In thirty years, not one mass shooting has been stopped by a civilian with a gun, unless you count the killers who have shot themselves on the scene. Apocryphal stories abound of armed citizens staring down a gunman, but those sound more like bar-boasts than anything else and are not backed up by trials where evidence has been submitted.

The NRA is scheduled to hold a press conference in Washington, DC on Friday. That it has not decided to rub people's noses in it by holding an ad hoc convention in Hartford instead can be taken as a sign of progress.

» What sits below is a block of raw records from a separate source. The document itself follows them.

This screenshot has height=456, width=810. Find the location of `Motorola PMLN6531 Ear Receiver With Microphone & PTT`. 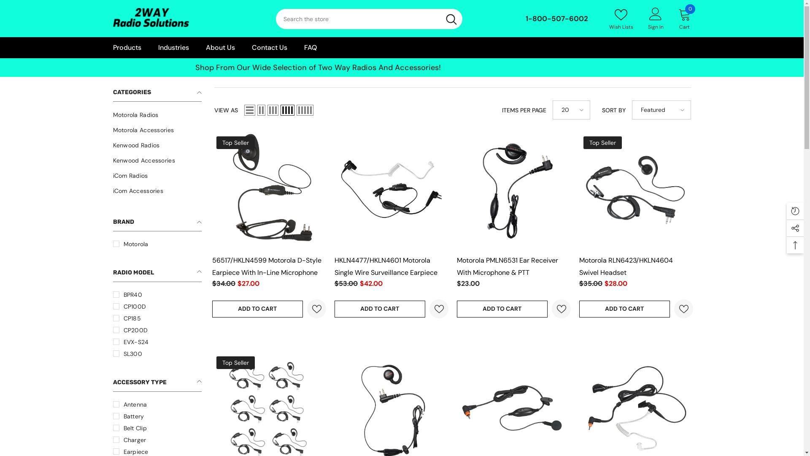

Motorola PMLN6531 Ear Receiver With Microphone & PTT is located at coordinates (507, 266). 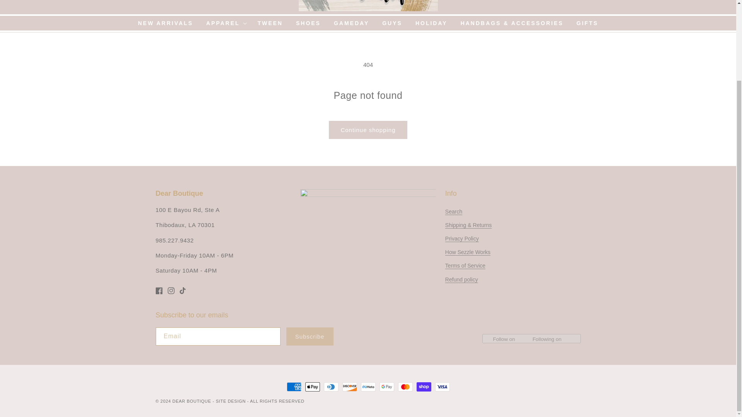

Maybe, just maybe, its dawned on them that people matter more than guns.

 

Monday, December 17, 2012

Now. Not Tomorrow. Not Next Week. Now.

The assault weapons ban must be put back in place, immediately. If President Obama has to risk looking like "He's comin' fer our gunz," then so be it. We shouldn't have to explain to the parents of the next school shooting, "It wasn't the right time to talk about banning assault rifles and semi-automatic pistols."
 
Because if this incident doesn't immediately make it clear that a) there is no wrong time to talk about the ban and b) assault weapons have no place in society, period, I can't imagine what the hell a gun nut could possibly want to convince him.
 
There is absolutely no need for any civilian, not even an off-duty cop, to own an assault weapon. Period. Here we have a case of legally owned guns being used to slaughter dozens of innocent people. These guns were employed by someone who had authorization to use them, having fired them any number of times at gun ranges under the auspices of his mother.
 
As Michael Moore so deftly tweeted this weekend "If only Nancy Lanza had more guns, none of this would have happened." The Lanzas clearly had too many guns.
 
The answer, clearly, is not more guns. Indeed, no civilian in the past 30 years has stopped a mass shooting. Ever. Not once. Indeed, another gun tends to incite more gun violence, as anyone who lives in a deep urban area can attest. Or you merely have to look at this past summer's incident at the Empire State Building, where nine bystanders were injured by police firing upon the assailant. And they're trained in the use of firearms to the point they are warned not to draw unless its absolutely necessary.
 
It's also funny how when it comes to the Second Amendment, conservatives suddenly become so flexible, where on the rest of the document, they are strict constructionists.
 
I mean, I might be wrong, but back when the founders wrote that Amendment, you had to measure out black powder, pour it down the barrel of your musket or pistol, tamp it down with wadding, then stuff a lead ball into it. You took very careful aim because the barrel wasn't rifled so the ball didn't fly true (and besides, it was a ball so it was likely to veer off course anyway) and you looked "into the whites of their eyes" and you fired.
 
This gave you more than a moment's pause before you wasted a shot. Indeed, a miss meant you had to start the whole process all over again and risk being killed by your target, even with his bare hands. You couldn't spray a roomful of children like you were watering a garden.
 
It shouldn't be easy to shoot someone. It certainly shouldn't be easier to buy a gun of any kind than to buy a car and drive it. There ought to be insurance involved, too, since something like 80% of guns used in this country are legally owned, and that insurance ought to be goddamned expensive.
 
In New York City, it costs something like $500 annually just to own a gun, and another $400 or so to have a gun license of the most minimal permit (to keep a gun in your house.) That ought to be the minimum, the bare minimum, and then we can move onto defining what a gun actually is.
 
So conservatives? You want to be all "strict constructionist," how about here? How about we define a "gun" as something that cannot fire more than a bullet faster than every three seconds (I'm being very generous here, since it took longer than three seconds to load a musket)? Anything faster is a "military weapon," and therefore not covered in the Second?
 
There is not one legitimate argument for any civilian to ever own a military weapon.
 
MAS: Rich Abdill over at Wonkette has posted one of the best explorations of the counterarguments to the gun nuts in America I've ever read, thus neatly proving that we snarkcastic folks are really smart, too.